6281 Articles by:
Miguna Miguna
Miguna Miguna is a Kenyan activist and lawyer.


Are Nigerians the New Asians?
Amy Chua’s racist nonsense about “model minorities,” peddling the lie that elites are on top because they’re better.

What it means to be Winnie Mandela
Since she has never really spoken about her feelings on the breakdown of her marriage to Nelson Mandela, except to very close friends, we are obliged to speculate.

Political Theater
Robert Mugabe and how how quickly style and showmanship can sweep away an audience, even when the underlying message promotes violence and jingoistic triumphalism.

Elisofon’s Africa
The photographer, Elliot Elisofon’s ‘choice’ of what to see and how was embedded in a visual colonial archive. It was never a unique choice.

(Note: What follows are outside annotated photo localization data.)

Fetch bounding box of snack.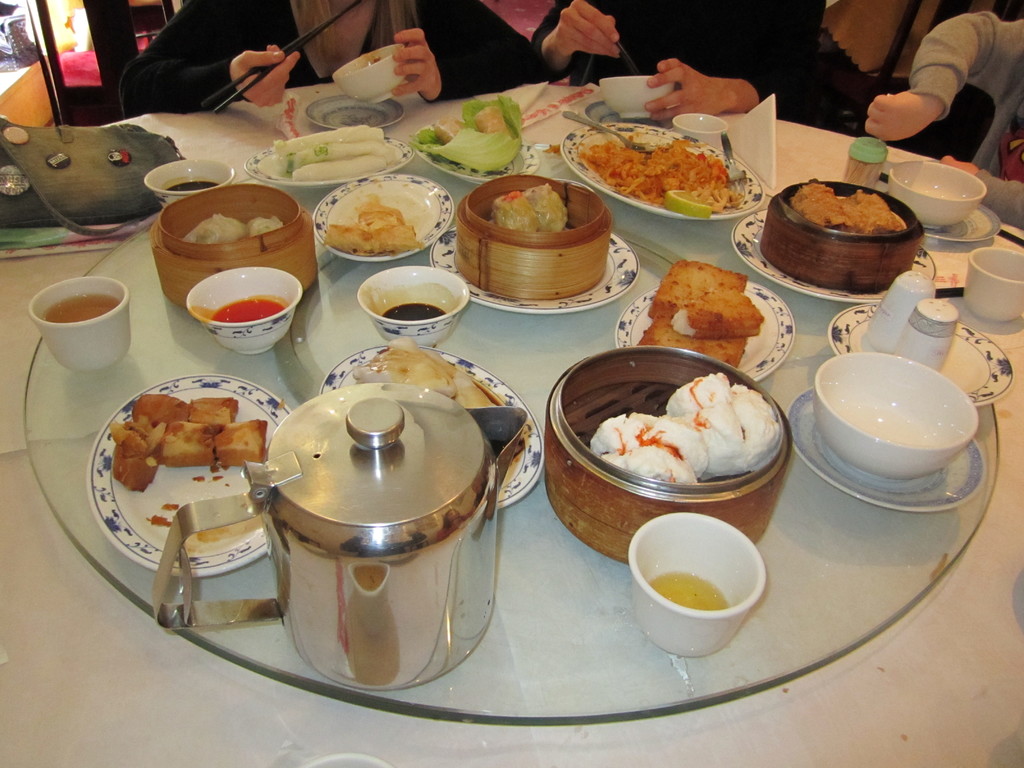
Bbox: <bbox>584, 140, 742, 204</bbox>.
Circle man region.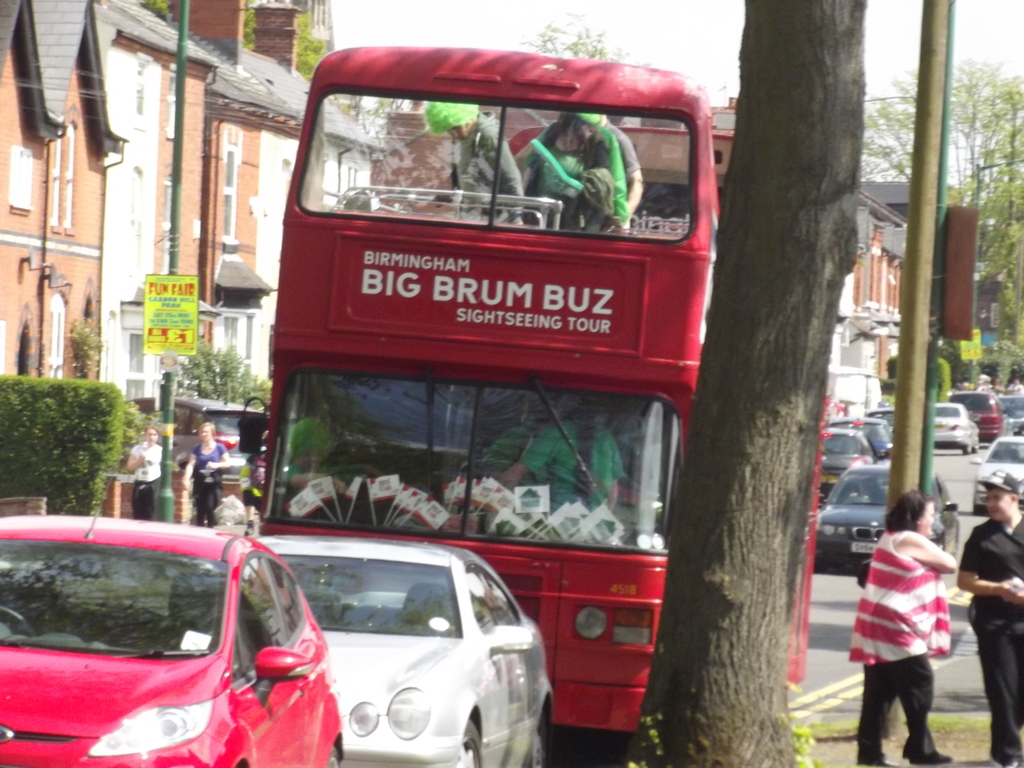
Region: <bbox>954, 470, 1023, 767</bbox>.
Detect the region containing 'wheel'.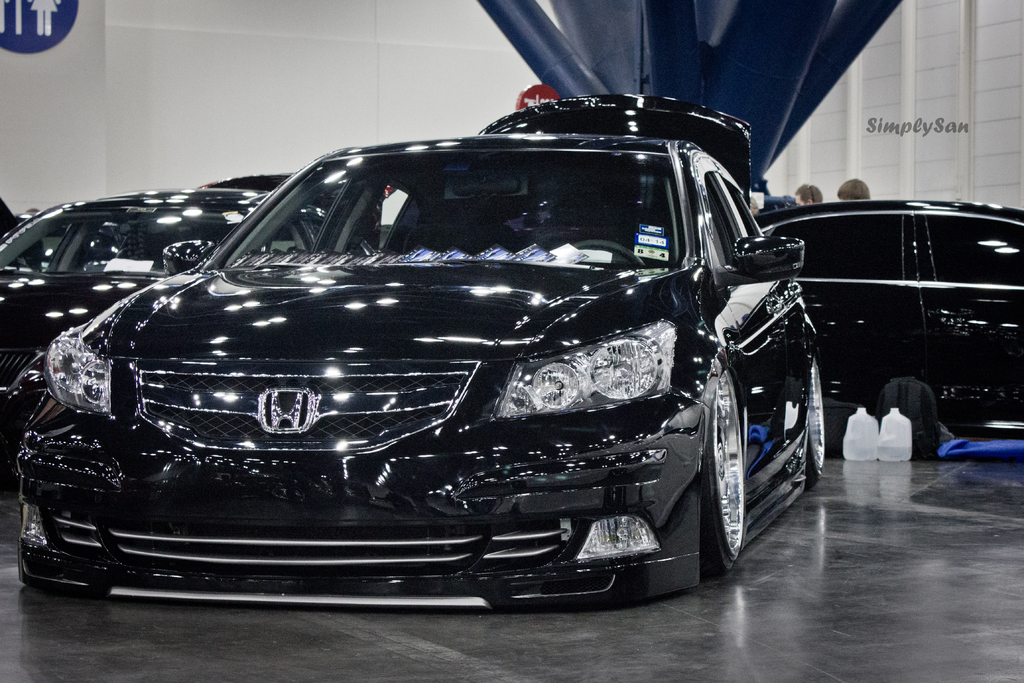
x1=810, y1=362, x2=829, y2=472.
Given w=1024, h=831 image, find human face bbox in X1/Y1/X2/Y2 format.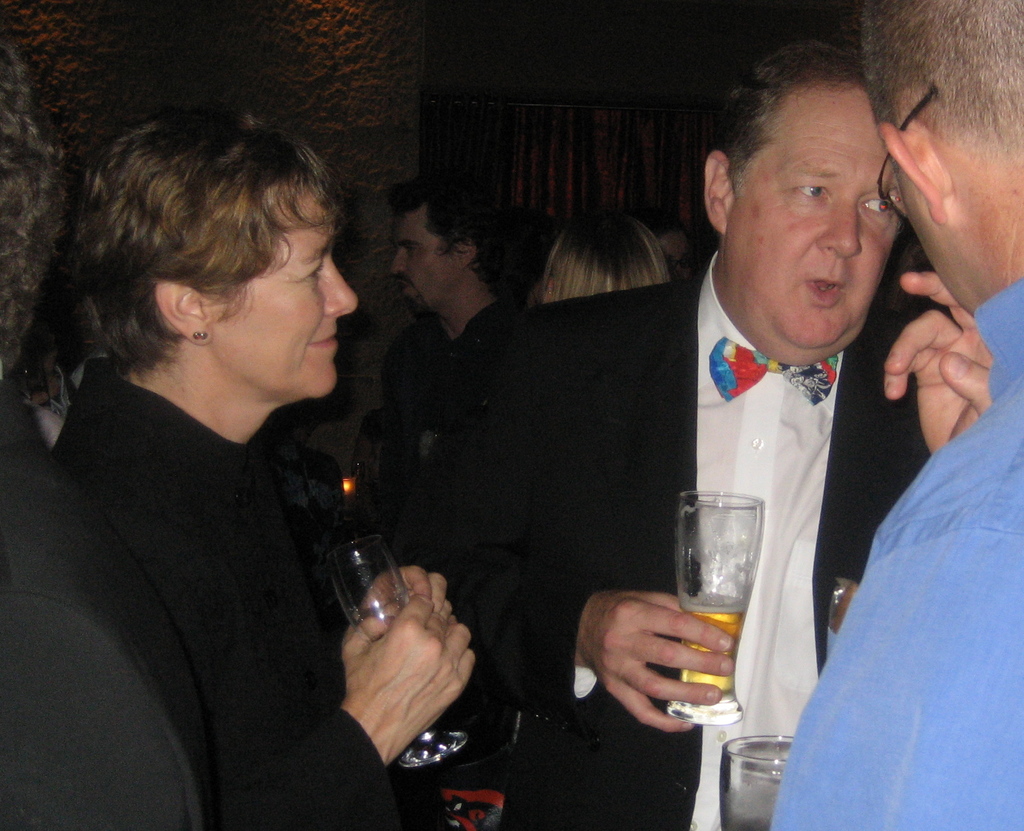
656/231/693/283.
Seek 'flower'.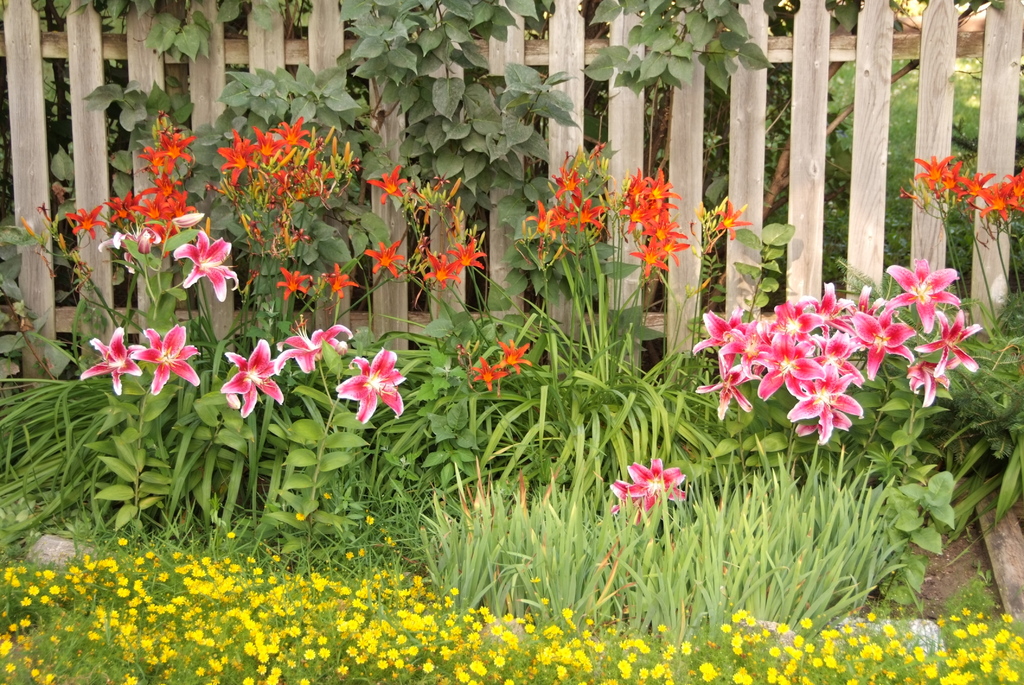
(x1=546, y1=165, x2=588, y2=208).
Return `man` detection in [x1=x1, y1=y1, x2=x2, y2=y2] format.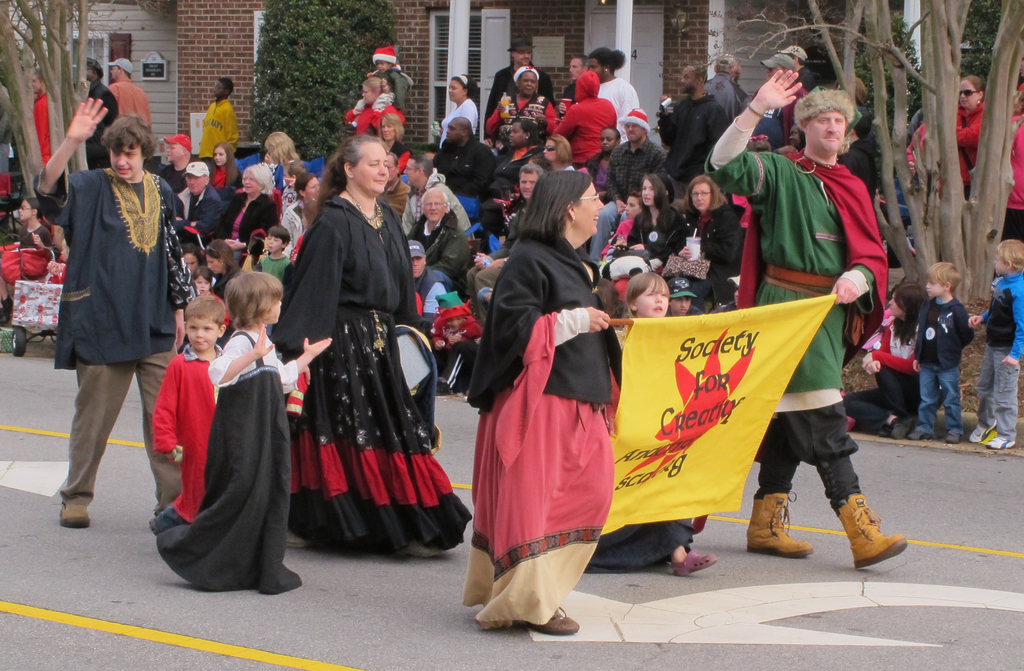
[x1=409, y1=240, x2=446, y2=326].
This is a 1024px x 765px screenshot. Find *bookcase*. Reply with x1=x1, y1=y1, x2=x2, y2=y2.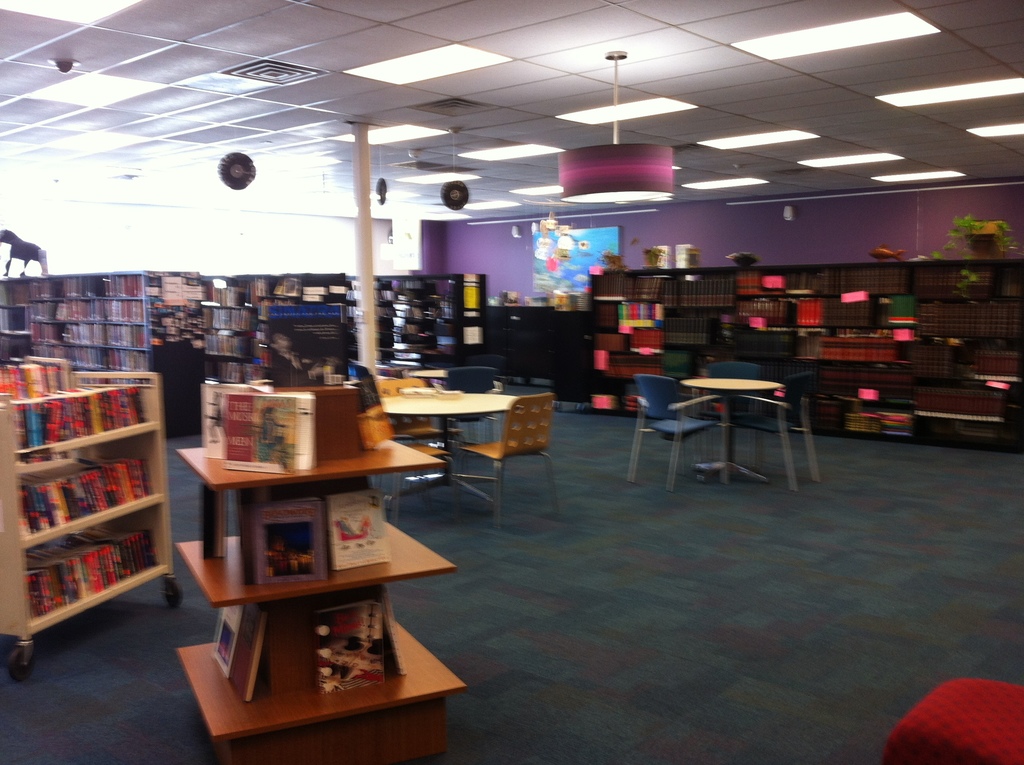
x1=0, y1=365, x2=180, y2=682.
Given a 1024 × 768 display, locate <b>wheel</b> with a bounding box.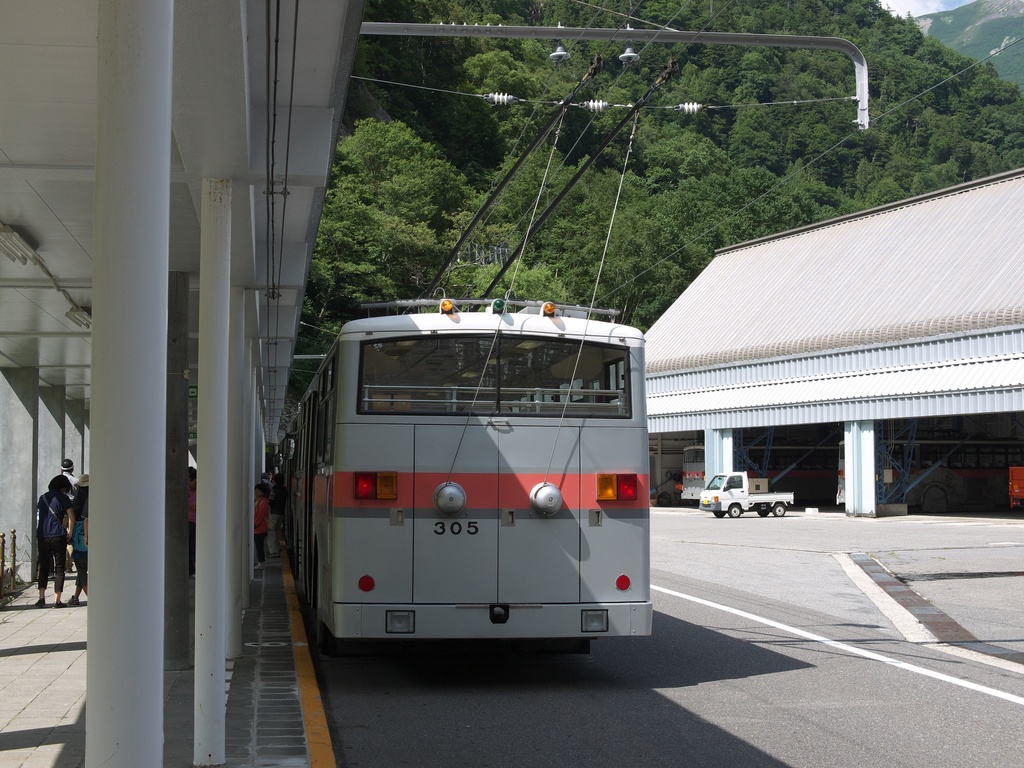
Located: 711, 511, 726, 520.
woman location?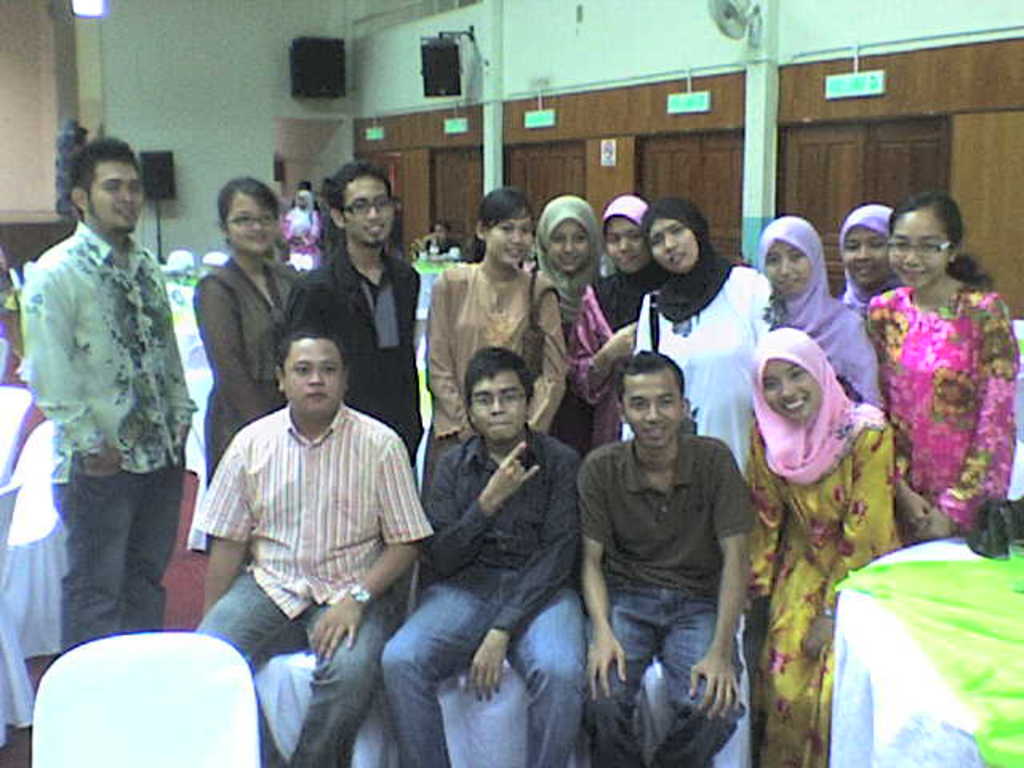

Going to the Mall in Brazil

Did I ever tell you about that time a guy followed me in the NYC subway and offered me $40 to touch my leg?

The most important public intellectual of the last 50 years
In gratitude to Stuart Hall, a socialist intellectual who taught us to confront the political with a smile.

How to deal with uncomfortable journalists
If a journalist reports on the unsavory parts of Nigeria, attack them on Twitter. For reporting while white. There’s no comeback when you bring race into it.

The #BullshitFiles: Tsunami and the Single Girl — One Woman’s Journey to Become an Aid Worker and Find Love

British-Nigerian Me?
The issues faced by people of dual heritage who are torn between two different cultures and are confused about their identity.

The first Kenyan mockumentary about NGO’s
“The Samaritans” explores the absurdities of the NGO world. The main characters work for “Aid for Aid,” a fictitious NGO that “does nothing.”
Give that man a Bells

The clamor for a ‘credible opposition’ in South Africa?
William Gumede, who wrote a book about the ANC, makes a strange and careless argument–without recourse to evidence–about the ruling party’s fortunes.

Just don’t do it
Saying that blackface is an American thing (everyone now uses this excuse) and therefore not a problem anywhere else, makes you look dumb.

John Akomfrah, Stuart Hall and the Film Essay
Akomfrah’s films gives voice to the legacy of the African diaspora in Europe, and his experimental approach to narrative and structure helped pave the way for the re-emergence of the “essay film” today.